Among the AFBF proposals: Lower the program’s acreage cap to an unspecified level; prohibit farms from enrolling more than 25% of their land; prioritize water quality and soil health benefits over wildlife benefits; and limit the size of pollinator tracts.
The group calls for maintaining the current requirement in the Environmental Quality Incentives Program that 50% of the funding go to livestock operations. The requirement wasn’t included with the additional EQIP funding provided by the recently enacted Inflation Reduction Act.
AFBF also wants flexibility in EQIP to address “local and regional resource challenges, including groundwater sustainability and drought relief, resilience, and preparedness.”

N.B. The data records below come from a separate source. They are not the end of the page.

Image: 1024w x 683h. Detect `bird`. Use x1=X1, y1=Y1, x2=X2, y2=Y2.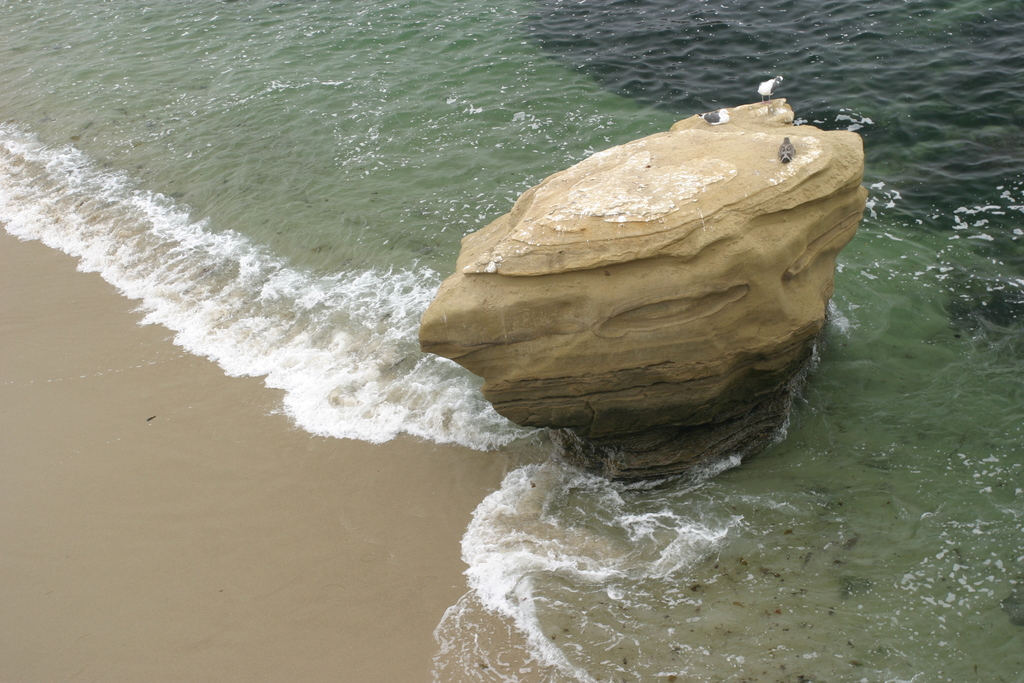
x1=781, y1=133, x2=796, y2=164.
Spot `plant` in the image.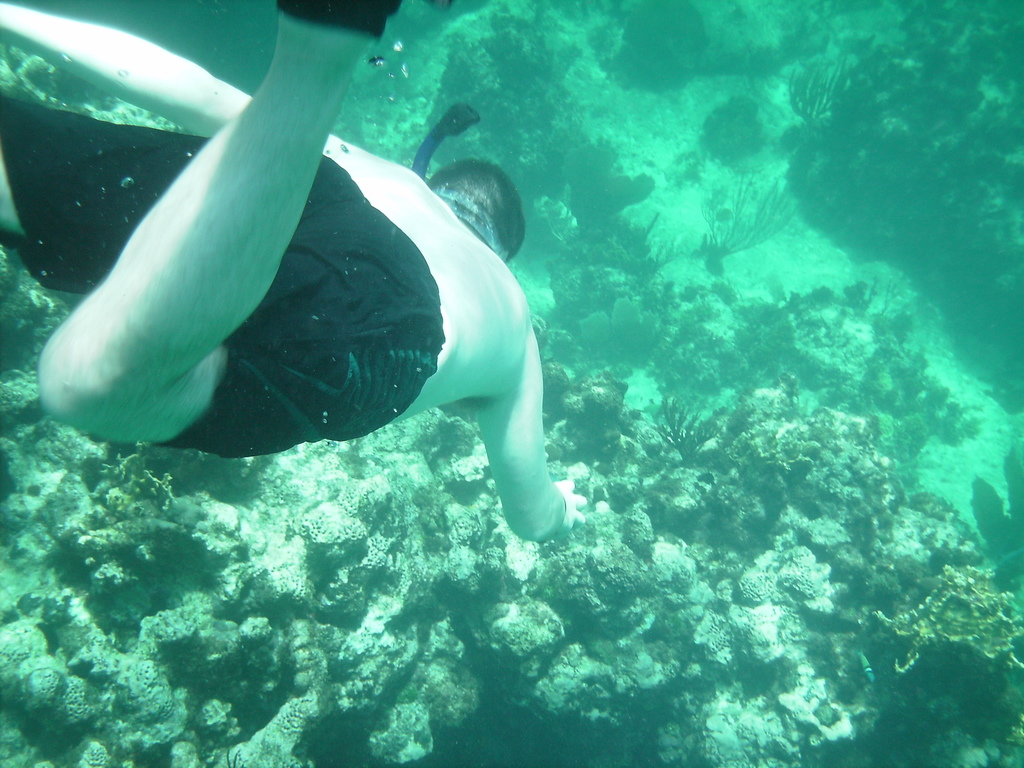
`plant` found at rect(646, 380, 740, 451).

Crop insurance: AFBF reiterated its opposition to means testing the program or reducing premium subsidies. The organization also wants to accelerate the process USDA uses to allow policies for additional commodities.
Specialty crops — AFBF supports the creation of a “termed stopgap profit/loss assistance program” that would compensate growers due to losses caused by increases in imports.
AFBF also says USDA’s Fresh Fruit and Vegetable Program for schools should include frozen, canned and dried as well as fresh produce. However, priority should be given to fresh and locally grown produce.
As part of the nutrition title, AFBF is calling for a new block grant program “that would allow food banks and food access networks to directly purchase specialty crops from farmers.”
Farm loans — AFBF proposes "streamlining loan programs and ensuring loan amounts keep pace with farm-level expenses; and minimizing application requirements for young and beginning farmer guarantee programs so they are more aligned with agricultural lenders."